I originally published this post in 2016, less than a month before Donald Trump became President. In the lead up to Election Day 2024, let's not forget what it felt like as the politics of panic, exploitation, and fear mongering took hold.
A scientist, a designer, and an olfactory artist have teamed up to resurrect the smell of extinct flowers.
Some people get outside for fun. Others do it out of necessity. I feel a special kinship with those who show flickers of this always-burning furnace in their movements and deeds. Larry is one of them.
“We’re trying to take small steps that we can achieve,” says Buck, after taking a few laps around the Field Loop at Rikert last week. “And those small steps can build into a program that will be recognized.
To understand what you think, you need to understand what you know, which leads to what you don’t know. This is where the metacognitive “path to understanding” begins.
Many assume that introverts have less to offer than extroverts. Nothing could be further from the truth.
I’m stronger now than I was two decades ago, and more confident, too. That’s a funny thing about the practice: You lose your way in time. Try to guess a yogi’s age and you’ll probably be wrong.
I have come to the following conclusion about resilience in the face of ruinous bullshit....
This year feels different. It’s the beginning of everything that comes next. It’s the year we’ll decide whether to hang onto the place, though I’m not sure we can. With Dad gone, it feels like we’re already letting go.
We’ve been fighting for a long time, of course, and we will continue to fight until a woman no longer shoulders the blame for a man’s reprehensible behavior.
My nascent mommy fears didn’t originate the day my first child was born. Their echoes thread through ancient cradle songs in every language dating back 4,000 years.
Expendable income is nonexistent these days. Even for tooth-loss. Because everyone knows lost teeth require quarters from the Tooth Fairy, and I just spent my last two on eggs.
You’ve got to admit that nothing douses a spontaneity high like someone questioning your reason.
We’d been dealt a good neighbor hand.
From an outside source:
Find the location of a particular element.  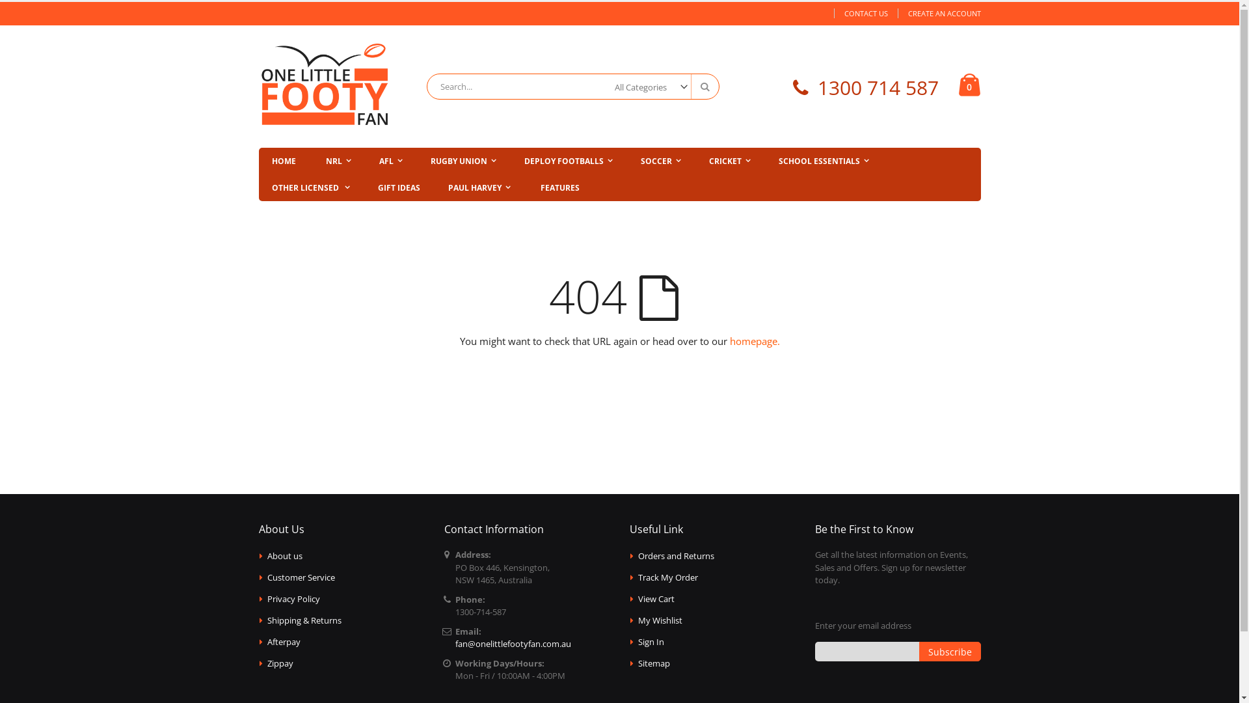

My Wishlist is located at coordinates (660, 620).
On a quiet gravel road in rural Vermont, this is a huge bonus.…
Holy crap, I can’t believe it’s the last week of school!! What a shitty spring we’ve had. About damn time summer showed up.
Places like these – especially the highly anticipated, rarely visited ones – have a knack for making us contemplative.
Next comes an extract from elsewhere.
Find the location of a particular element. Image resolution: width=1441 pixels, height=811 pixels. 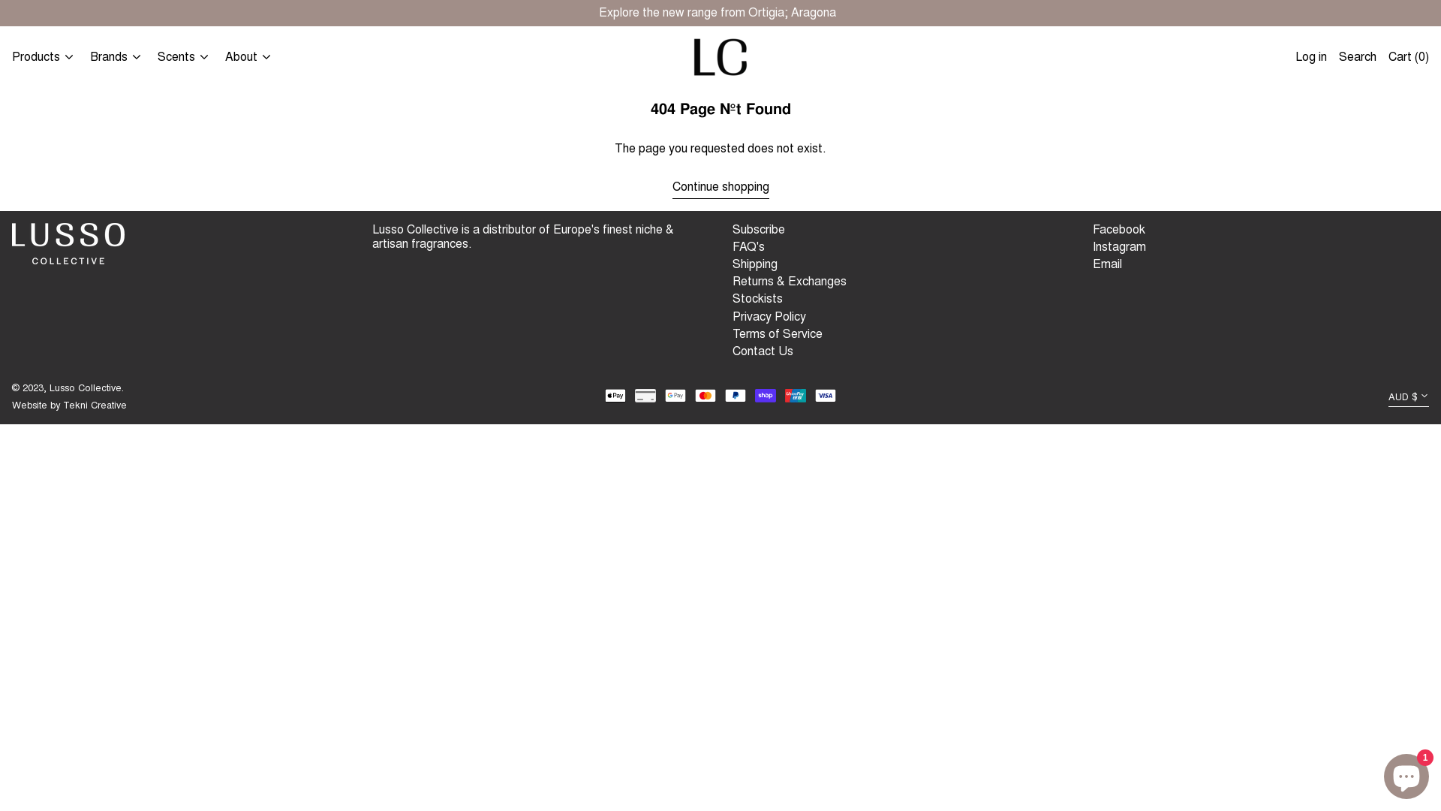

Every so often, my son steps out of his first-person-singular mindset and talks like the Lorax. Except instead of speaking for the trees, he speaks for kids.
It’s a strange thing to flip through monochromatic sections of your torso like an anatomical deck of cards.
My father died last year, on April 1st. He’s the sort of guy who would’ve had something funny to say about that. Something along the lines of “Well, folks, I guess the joke’s on me,” or “Hey, quit crying! It’s April Fool’s Day!”
The only reason I feel remotely qualified to write any of the following is because I have been a dipshit parent. On so many occasions.
When friends new to marriage ask for advice, I often say this: “When in doubt, have sex.” I believe it, too.
After two decades of a career that fit the “grownup” bill, I’ve finally figured out how not to box myself in. I’ve cast off the old reliable shoulds and plunged headlong into the unpredictable what-ifs and why-the-hell-nots.
I think it’s safe to say that sex is an important part of any healthy marriage, and that it’s worth you and your spouse going out of your way to make sure it happens often.
Why did millions of people travel thousands upon thousands of miles to this city – and to countless others around the world – on this day, in this fledgling new year? Without question, to exercise our right to speak our minds and express our hearts.
Kids are perpetually curious in the most quirky, insightful, and hilarious ways. They see the world with such stunning clarity. It’s as though the observational clockwork of their minds is more refined than ours, more pliant, less worn into predictable grooves.
Welcome to one of the inescapable truths of parenthood: What seems is not what ends up being so. What’s more, the distance between flirting and actual sex might as well be a thousand miles of impassable wasteland.
A few months ago, I spent an entire morning in my son’s bedroom repairing and repositioning half a dozen Lego creations into a pleasing arrangement on a set of shelves solely dedicated for the purpose.